I received a letter addressed simply to ‘The Literary Critical detective’ c/o Françoise. I came downstairs from my study to find it half wedged through the letterbox of my front door. Françoise herself was out, and although I could have simply opened it there and then my sense of correctness meant that I waited until her return.
The address had been typed out onto a separate sheet of paper and then stuck on to the envelope. As such it allowed me no clue as to the identity of my mysterious correspondent. Interestingly, it was also incorrect, or rather incomplete, which suggested that whilst the writer had taken pains to obscure their identity, they were nevertheless still a little careless in their work
When, some hours later, Françoise finally returned I pressed her to open the letter. Immediately sensing my urgency she took great delight in fussing over her things. ‘It won’t do for me to simply drop my bags when I walk in through the door. How am I supposed to get my work done when I’m expected to just stop like this? Am I not even allowed to take my coat and shoes off, after I’ve been out all day fetching things for you? And let me put my shopping away first. Tut.’ This last was just to annoy me, it being a game she played to frustrate me when I was at my most fervent, and to impose her own will on any situation. ‘Let me have a look then.’
She opened the envelope, pulled out the one sheet of paper and cast her eye over it a little suspiciously; then when the suspicion had worn off, with a look of concentrated confusion; and then, finally, with a yawn of boredom. She tossed it away, so that I had to retrieve it from the far side of the desk at which she had placed herself. ‘It is from Thistleton,’ she said, her tone letting me know precisely what she thought of that.
Indeed it was from Thistleton, that great scholar, a fact that will account for the inattention to the address – he was in a sense, only sending something out for it to come back. I have not seen this man for some time past, despite his protestations that we should be great associates. So this letter came as something of a surprise. In it, he apologises for not writing sooner, accounting for his silence by the need to find some suitable response to my previous works.
He proceeds to warn me in his own particular way, quoting those lines from the Aeneid: ‘The descent to Avernos is easy … but to retrace your steps and escape back to the upper air, this is the task, this is the difficulty’. Thistleton reminds me to be mindful of this in my work as the world’s only consulting Literary Critical Detective, and mentions to me the figure of Daedalus.
I am, indeed, beset by difficulties, and by tasks that lie at hand. However, I will be always mindful of these words.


• [WORK REQUIRED]:
Could you report every line from the entries that includes the word "this"?

Stored items
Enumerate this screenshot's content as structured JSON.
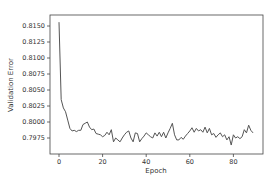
{
  "chart_data": {
    "type": "line",
    "title": "",
    "xlabel": "Epoch",
    "ylabel": "Validation Error",
    "xlim": [
      -4.2,
      93.2
    ],
    "ylim": [
      0.79575,
      0.81617
    ],
    "xticks": [
      0,
      20,
      40,
      60,
      80
    ],
    "xtick_labels": [
      "0",
      "20",
      "40",
      "60",
      "80"
    ],
    "yticks": [
      0.7975,
      0.8,
      0.8025,
      0.805,
      0.8075,
      0.81,
      0.8125,
      0.815
    ],
    "ytick_labels": [
      "0.7975",
      "0.8000",
      "0.8025",
      "0.8050",
      "0.8075",
      "0.8100",
      "0.8125",
      "0.8150"
    ],
    "grid": false,
    "legend": null,
    "series": [
      {
        "name": "Validation Error",
        "color": "#555555",
        "x": [
          0,
          1,
          2,
          3,
          4,
          5,
          6,
          7,
          8,
          9,
          10,
          11,
          12,
          13,
          14,
          15,
          16,
          17,
          18,
          19,
          20,
          21,
          22,
          23,
          24,
          25,
          26,
          27,
          28,
          29,
          30,
          31,
          32,
          33,
          34,
          35,
          36,
          37,
          38,
          39,
          40,
          41,
          42,
          43,
          44,
          45,
          46,
          47,
          48,
          49,
          50,
          51,
          52,
          53,
          54,
          55,
          56,
          57,
          58,
          59,
          60,
          61,
          62,
          63,
          64,
          65,
          66,
          67,
          68,
          69,
          70,
          71,
          72,
          73,
          74,
          75,
          76,
          77,
          78,
          79,
          80,
          81,
          82,
          83,
          84,
          85,
          86,
          87,
          88,
          89
        ],
        "values": [
          0.8156,
          0.8035,
          0.8022,
          0.8016,
          0.8003,
          0.799,
          0.7986,
          0.7987,
          0.7985,
          0.7987,
          0.7987,
          0.7996,
          0.7998,
          0.8,
          0.7992,
          0.7988,
          0.7989,
          0.7982,
          0.7981,
          0.798,
          0.7977,
          0.7979,
          0.7984,
          0.798,
          0.7988,
          0.7969,
          0.7975,
          0.7972,
          0.7969,
          0.7975,
          0.798,
          0.7984,
          0.7986,
          0.7975,
          0.7969,
          0.7983,
          0.7982,
          0.7969,
          0.7974,
          0.7978,
          0.7983,
          0.798,
          0.7977,
          0.7975,
          0.7983,
          0.7978,
          0.7984,
          0.7977,
          0.7984,
          0.7975,
          0.7983,
          0.799,
          0.7998,
          0.798,
          0.7972,
          0.7972,
          0.7976,
          0.7973,
          0.7978,
          0.7982,
          0.7986,
          0.7991,
          0.7984,
          0.799,
          0.7986,
          0.7988,
          0.7984,
          0.7992,
          0.7983,
          0.799,
          0.798,
          0.7982,
          0.7976,
          0.798,
          0.7983,
          0.7977,
          0.798,
          0.7972,
          0.7977,
          0.7964,
          0.798,
          0.7975,
          0.7977,
          0.7974,
          0.7977,
          0.7988,
          0.7983,
          0.7995,
          0.7987,
          0.7983
        ]
      }
    ]
  },
  "layout": {
    "plot_area": {
      "left": 50,
      "top": 15,
      "right": 263,
      "bottom": 154
    },
    "x_px": {
      "origin": 59,
      "per_unit": 2.18
    },
    "y_px": {
      "ref_value": 0.815,
      "ref_px": 26,
      "per_unit": 6400
    }
  },
  "colors": {
    "line": "#555555",
    "frame": "#444444",
    "text": "#333333",
    "background": "#ffffff"
  }
}
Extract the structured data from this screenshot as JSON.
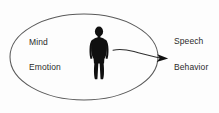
{
  "diagram": {
    "type": "concept-diagram",
    "background_color": "#fdfdfd",
    "stroke_color": "#4a4a4a",
    "figure_color": "#101010",
    "text_color": "#2b2b2b",
    "container": {
      "shape": "ellipse",
      "center_x": 84,
      "center_y": 57,
      "radius_x": 74,
      "radius_y": 43,
      "fill": "none",
      "stroke_width": 1
    },
    "inside_labels": [
      {
        "id": "mind",
        "text": "Mind",
        "x": 29,
        "y": 37
      },
      {
        "id": "emotion",
        "text": "Emotion",
        "x": 29,
        "y": 62
      }
    ],
    "outside_labels": [
      {
        "id": "speech",
        "text": "Speech",
        "x": 174,
        "y": 36
      },
      {
        "id": "behavior",
        "text": "Behavior",
        "x": 174,
        "y": 62
      }
    ],
    "figure": {
      "id": "human-silhouette",
      "description": "black standing human figure",
      "center_x": 99,
      "top_y": 27,
      "bottom_y": 79
    },
    "arrow": {
      "id": "outward-arrow",
      "description": "curved arrow from inside ellipse pointing right past the boundary",
      "start_x": 113,
      "start_y": 51,
      "end_x": 168,
      "end_y": 58,
      "direction": "right",
      "head_style": "solid-triangle"
    }
  }
}
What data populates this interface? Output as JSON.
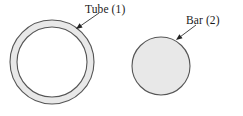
{
  "figure": {
    "width": 243,
    "height": 116,
    "background_color": "#ffffff",
    "shapes": {
      "tube": {
        "label": "Tube (1)",
        "type": "annulus",
        "center_x": 52,
        "center_y": 62,
        "outer_radius": 42,
        "inner_radius": 35,
        "wall_fill_color": "#e8e8e8",
        "interior_fill_color": "#ffffff",
        "stroke_color": "#555555",
        "stroke_width": 1.1
      },
      "bar": {
        "label": "Bar (2)",
        "type": "circle",
        "center_x": 161,
        "center_y": 66,
        "radius": 29,
        "fill_color": "#e8e8e8",
        "stroke_color": "#555555",
        "stroke_width": 1.1
      }
    },
    "leaders": {
      "tube_arrow": {
        "from_x": 99,
        "from_y": 13,
        "to_x": 76,
        "to_y": 29,
        "stroke_color": "#333333",
        "stroke_width": 0.9
      },
      "bar_arrow": {
        "from_x": 196,
        "from_y": 25,
        "to_x": 176,
        "to_y": 40,
        "stroke_color": "#333333",
        "stroke_width": 0.9
      }
    }
  }
}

• [SOLUTION TO THE EXERCISE]:
Enumerate this screenshot's content as structured JSON.
Extract the structured data from this screenshot as JSON.
What data populates this interface? Output as JSON.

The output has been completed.